I had this fleeting notion that even if they don’t like blacks in the South, at least they know us, recognize us. They grew up with us. It must be very hard indeed, I thought, for a white person to live in the South without at the very least knowing someone black. Not so in the North. You can pass your entire life in a cloistered suburb and never see, except on television, a black face, never encounter a black person, talk to him, get to know him, shake his hand.
But no, I have hated the South and feared it since long before I can remember, since before I was born. I have inherited the dread as all blacks have, have heard too long the stories linking me to the horrors of the past. I have hated the South for the poison it spread, for the venom that has left black people less than whole. I realize now that I must reconcile myself with that hatred. I must make peace with this place.
The bike is packed
and I have once more found the road. From the top of a rise I look out across a great vale of green glimmering through the mist. Perhaps on some stagecoach a freed slave rode through this valley on the way west to Tennessee. Light-skinned enough that he would have been allowed to ride the coach. Light-skinned enough that his grandson would have discovered arrogance, tested himself, and been forced to flee north.

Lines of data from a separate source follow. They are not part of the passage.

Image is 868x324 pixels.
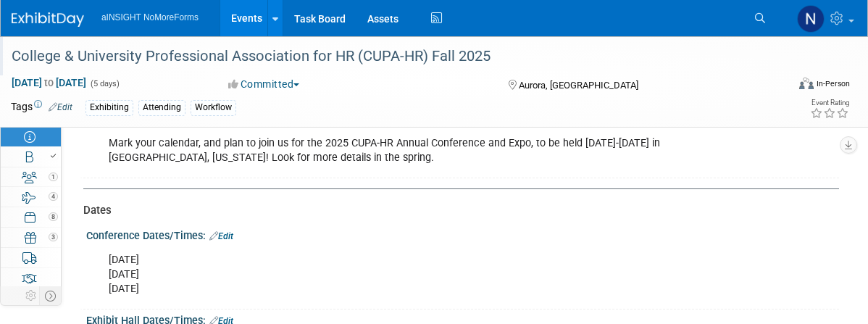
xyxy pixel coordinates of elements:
div: Event Format [719,76,850,97]
a: Edit [210,232,233,242]
span: (5 days) [89,79,119,88]
span: Aurora, [GEOGRAPHIC_DATA] [518,80,638,90]
span: 4 [49,192,58,201]
td: Toggle Event Tabs [40,286,62,305]
img: ExhibitDay [12,12,84,27]
div: Mark your calendar, and plan to join us for the 2025 CUPA-HR Annual Conference and Expo, to be he... [98,129,691,173]
div: Event Rating [809,99,849,106]
div: Exhibiting [85,100,133,115]
div: College & University Professional Association for HR (CUPA-HR) Fall 2025 [7,44,768,70]
a: 8 [1,208,61,227]
a: 3 [1,228,61,247]
span: 1 [49,173,58,181]
td: Tags [11,99,72,116]
div: [DATE] [DATE] [DATE] [98,245,691,304]
span: to [42,77,56,88]
span: [DATE] [DATE] [11,77,87,89]
span: 8 [49,213,58,221]
div: Dates [83,203,827,218]
span: 3 [49,233,58,242]
i: Booth reservation complete [51,153,56,159]
a: 4 [1,187,61,207]
div: Workflow [191,100,236,115]
a: 1 [1,167,61,187]
td: Personalize Event Tab Strip [23,286,40,305]
div: In-Person [815,79,849,89]
div: Attending [138,100,186,115]
span: aINSIGHT NoMoreForms [101,12,199,23]
img: Nichole Brown [796,5,824,33]
div: Conference Dates/Times: [86,225,838,243]
img: Format-Inperson.png [798,78,813,89]
a: Edit [49,102,72,112]
button: Committed [223,77,305,91]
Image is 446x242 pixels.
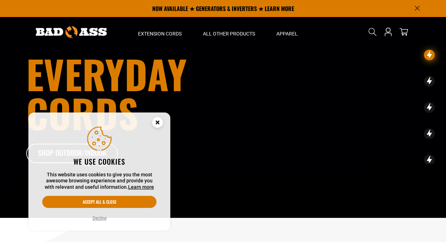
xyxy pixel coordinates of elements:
[42,172,157,191] p: This website uses cookies to give you the most awesome browsing experience and provide you with r...
[26,54,263,132] h1: Everyday cords
[203,31,255,37] span: All Other Products
[128,184,154,190] a: Learn more
[138,31,182,37] span: Extension Cords
[266,17,309,47] summary: Apparel
[367,26,379,38] summary: Search
[91,215,109,222] button: Decline
[128,17,193,47] summary: Extension Cords
[193,17,266,47] summary: All Other Products
[26,144,119,164] a: Shop Outdoor/Indoor
[28,113,170,231] aside: Cookie Consent
[36,26,107,38] img: Bad Ass Extension Cords
[42,196,157,208] button: Accept all & close
[42,157,157,166] h2: We use cookies
[277,31,298,37] span: Apparel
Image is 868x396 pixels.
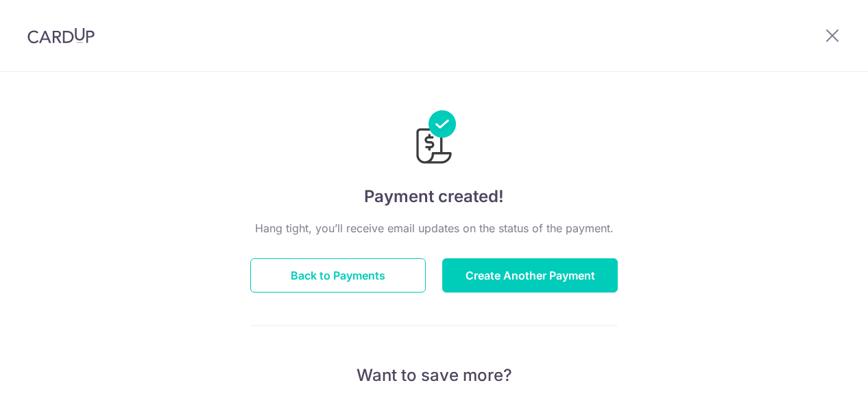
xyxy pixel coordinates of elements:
button: Back to Payments [250,259,426,293]
button: Create Another Payment [442,259,617,293]
p: Want to save more? [250,365,617,387]
img: CardUp [28,28,95,44]
h4: Payment created! [250,184,617,209]
p: Hang tight, you’ll receive email updates on the status of the payment. [250,220,617,237]
iframe: Opens a widget where you can find more information [780,355,854,390]
img: Payments [412,110,456,168]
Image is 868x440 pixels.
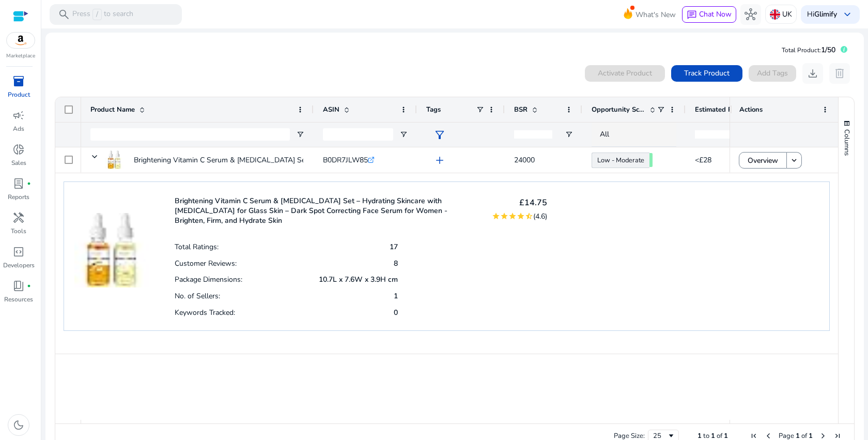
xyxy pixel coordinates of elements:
p: No. of Sellers: [175,290,220,301]
p: Sales [12,158,26,167]
span: Total Product: [781,46,821,54]
div: Last Page [833,431,841,440]
span: What's New [636,6,675,24]
span: <£28 [694,155,711,165]
span: inventory_2 [13,75,25,87]
span: lab_profile [13,178,25,190]
span: / [93,9,101,20]
p: Total Ratings: [175,242,219,252]
button: download [802,63,823,84]
p: 8 [393,259,397,268]
p: Ads [13,124,24,133]
span: search [58,9,70,20]
p: Package Dimensions: [175,274,242,285]
span: fiber_manual_record [27,181,31,185]
span: Estimated Revenue/Day [694,105,756,114]
div: First Page [749,431,758,440]
button: Open Filter Menu [399,130,407,139]
p: Brightening Vitamin C Serum & [MEDICAL_DATA] Set – Hydrating Skincare with [MEDICAL_DATA] for Gla... [175,196,478,225]
p: Hi [806,11,836,18]
button: Overview [739,151,787,169]
span: dark_mode [13,419,25,431]
span: Opportunity Score [591,105,645,114]
span: BSR [514,105,528,114]
p: Developers [3,261,35,270]
p: UK [782,5,792,23]
span: B0DR7JLW85 [323,155,367,165]
button: Track Product [671,65,742,82]
span: chat [687,10,696,20]
p: Reports [8,192,30,202]
span: donut_small [13,143,25,155]
a: Low - Moderate [591,152,649,168]
h4: £14.75 [492,198,547,207]
span: fiber_manual_record [27,284,31,288]
span: book_4 [13,280,25,292]
span: 24000 [514,155,534,165]
span: hub [745,9,756,20]
span: campaign [13,109,25,122]
span: Columns [842,129,851,155]
div: Previous Page [764,431,773,440]
mat-icon: star [516,212,525,220]
span: Overview [747,150,777,171]
b: Glimify [814,10,836,19]
button: hub [740,4,761,25]
img: amazon.svg [7,33,35,48]
p: Keywords Tracked: [175,308,235,317]
span: 1/50 [821,45,835,55]
p: Marketplace [6,52,35,60]
span: download [806,68,819,79]
button: chatChat Now [682,6,736,23]
span: Actions [739,105,762,114]
mat-icon: star [500,212,508,220]
img: uk.svg [770,10,780,19]
p: Brightening Vitamin C Serum & [MEDICAL_DATA] Set – Hydrating Skincare... [134,150,381,171]
span: ASIN [323,105,339,114]
img: 41iE8mqOFnL._AC_US40_.jpg [105,151,123,169]
p: Resources [4,294,33,304]
span: 56.83 [649,153,652,167]
span: handyman [13,211,25,224]
mat-icon: star_half [525,212,533,220]
p: Customer Reviews: [175,259,236,268]
div: Next Page [819,431,827,440]
img: 41iE8mqOFnL._AC_US40_.jpg [74,192,149,288]
span: Product Name [91,105,135,114]
span: keyboard_arrow_down [841,9,854,20]
p: 17 [390,242,397,252]
span: (4.6) [533,211,547,221]
p: 10.7L x 7.6W x 3.9H cm [318,274,397,285]
mat-icon: star [508,212,516,220]
input: Product Name Filter Input [91,128,289,141]
span: Chat Now [698,10,731,19]
span: add [433,154,446,166]
p: Press to search [72,9,133,20]
mat-icon: keyboard_arrow_down [789,155,799,165]
span: Track Product [684,68,729,78]
p: 0 [393,308,397,317]
p: Product [8,90,30,99]
p: Tools [11,227,26,235]
button: Open Filter Menu [564,130,573,139]
p: 1 [393,290,397,301]
span: All [600,129,609,139]
span: filter_alt [433,128,446,141]
button: Open Filter Menu [296,130,304,139]
mat-icon: star [492,212,500,220]
span: code_blocks [13,245,25,258]
span: Tags [426,105,441,114]
input: ASIN Filter Input [323,128,393,141]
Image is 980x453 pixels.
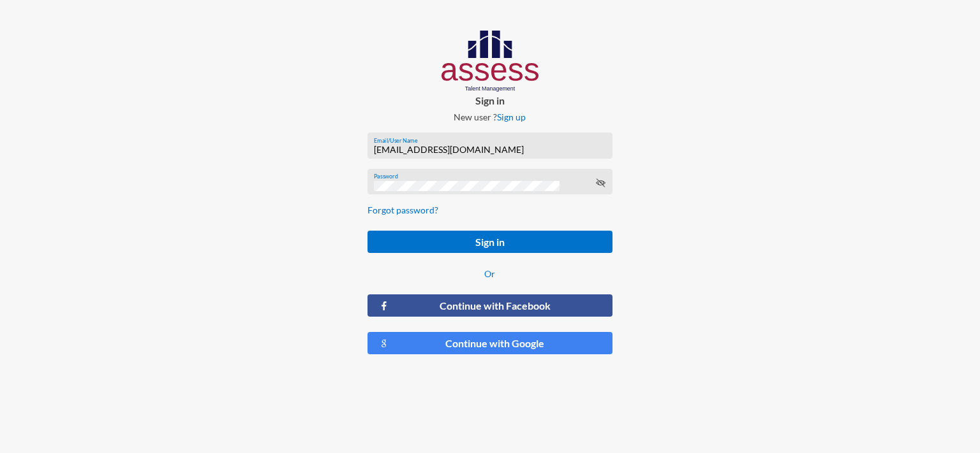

The sun begins to rise, stark white in the colorless eastern sky. Above the sky is blue.
Bravado aside, rage and anger on hold, I wonder what will happen once I find the soul of the South and touch it.
My hand reaches slowly to touch my forehead, then slowly down to touch my sternum, left shoulder, right shoulder, hands together, and a little prayer.
Oh God, help me on this road. Protect me. Keep me from harm and keep me from anger. Help me to find the peace I seek.
VII
But my pen stubs its toe on this nigger reality which is like cataracts and old men.
—Mbembe Milton Smith
The road under my wheels shines as after a heavy rain, the smell of wet pavement rising with the morning mist and crowding the space inside my helmet. The sun has climbed into the southern Kentucky sky but not very high, the air is warming but not yet warm, the road to Somerset has not yet dried. Above the eastern horizon a line of thick clouds waits to snare the rising sun and hide its shining, to cast the earth in shadow, to play tricks on the eye with shade and with shafts of light. Shapes form, faces and figures, a guessing game for children, a premonition for me. In the clouds looms something ominous and almost familiar, but something I can only vaguely make out, ever changing in the light wind, the clouds drifting in and out of one another. A new shape appears. A face, perhaps. Someone I know. Someone I have yet to meet.
Or perhaps only a storm advancing. Rain and winter on the way.
The air blows softly, crisp and fresh on my face and on my hands. Quickly, though, the bike gets up to speed and the wind whips past me at eighty miles an hour. Now suddenly the air is freezing, and so am I. Cold rushes by me, cold surrounds me, cold enters into me. Cold that has been transferred from the air to the metal of the bike’s gas tank now releases itself into me. My thighs grip firmly around the tank and the cold of the metal creeps into me there, settles around my legs and spreads down to my toes, up into my back and ripples all the way through my body. I find myself shivering. My teeth chatter. Soon the morning will shake away its chill, and the moisture that has settled during the night will shrink away like a distant memory, but for now the air remains very cool. I ride gloveless and the wind numbs my fingers.